Sectorial Systems of Innovation in Emerging Countries

This policy brief examines Sectoral Innovation Systems (SSI) in software in Brazil and India, two emerging countries where software development is a major economic activity. The goal is to understand the trajectories and key elements of each SSI and to suggest reflections on the Brazilian case. It is evident that the models of development of the software sector are divergent, mainly with respect to: 1) the nature of the demand as source of knowledge; 2) the timing, intensity and scope of public policies; and 3) the business models, management processes and levels of visibility of the firms.

From this analysis, it is argued that, although the success factors of each SSI are strongly idiosyncratic and not easily emulatable in other emerging countries, the Indian case offers some policy insights that can serve as learning for the development of the software sector in the Brazil. Among these insights, the following stand out: international insertion in service segments with higher added value; external competition aimed at consolidating domestic firms in foreign markets, especially at the regional level and in arrangements for integration and South-South cooperation; and exploration of the internal market with the aim of developing local capacities. More broadly, the Indian experience indicates that the performance of the software sector in emerging countries occurs not only as a result of government action (although public policy is essential), but requires the combination of geopolitical insertion, specific characteristics of the innovation system and the existence of entrepreneurial institutional agents capable of exploiting IT opportunities.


ACTION ITEM
Copy every line in the records below that contains the word "świetlny".

RECORDS FOR PROCESSING
-.-.-

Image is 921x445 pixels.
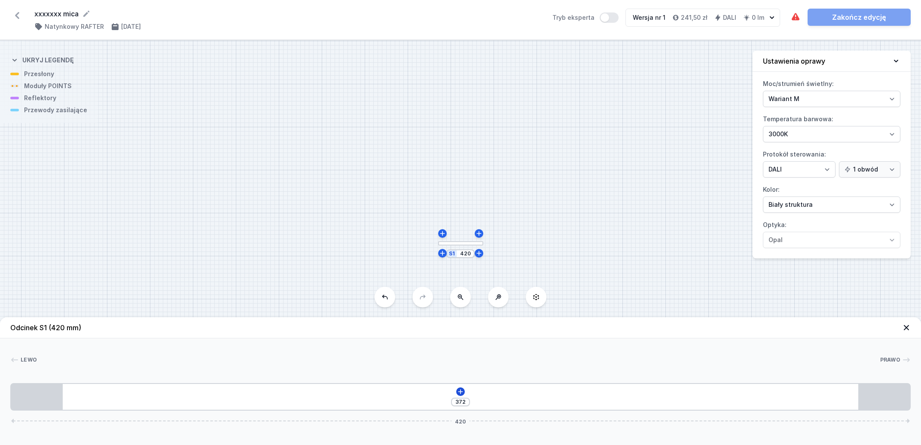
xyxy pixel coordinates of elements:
[633,13,666,22] div: Wersja nr 1
[763,161,836,177] select: Protokół sterowania:
[763,112,901,142] label: Temperatura barwowa:
[21,356,37,363] span: Lewo
[553,12,619,23] label: Tryb eksperta
[10,322,81,333] h4: Odcinek S1
[82,9,91,18] button: Edytuj nazwę projektu
[45,22,104,31] h4: Natynkowy RAFTER
[121,22,141,31] h4: [DATE]
[763,56,825,66] h4: Ustawienia oprawy
[763,232,901,248] select: Optyka:
[10,49,74,70] button: Ukryj legendę
[763,183,901,213] label: Kolor:
[763,77,901,107] label: Moc/strumień świetlny:
[49,323,81,332] span: (420 mm)
[752,13,764,22] h4: 0 lm
[681,13,708,22] h4: 241,50 zł
[763,218,901,248] label: Optyka:
[723,13,736,22] h4: DALI
[600,12,619,23] button: Tryb eksperta
[839,161,901,177] select: Protokół sterowania:
[34,9,542,19] form: xxxxxxx mica
[626,9,780,27] button: Wersja nr 1241,50 złDALI0 lm
[22,56,74,64] h4: Ukryj legendę
[880,356,901,363] span: Prawo
[452,418,470,423] span: 420
[454,398,467,405] input: Wymiar [mm]
[753,51,911,72] button: Ustawienia oprawy
[763,196,901,213] select: Kolor:
[763,91,901,107] select: Moc/strumień świetlny:
[458,250,472,257] input: Wymiar [mm]
[763,147,901,177] label: Protokół sterowania:
[456,387,465,396] button: Dodaj element
[763,126,901,142] select: Temperatura barwowa:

-.-.-

ANSWER TO THIS PROBLEM
[763,77,901,107] label: Moc/strumień świetlny:
[763,91,901,107] select: Moc/strumień świetlny:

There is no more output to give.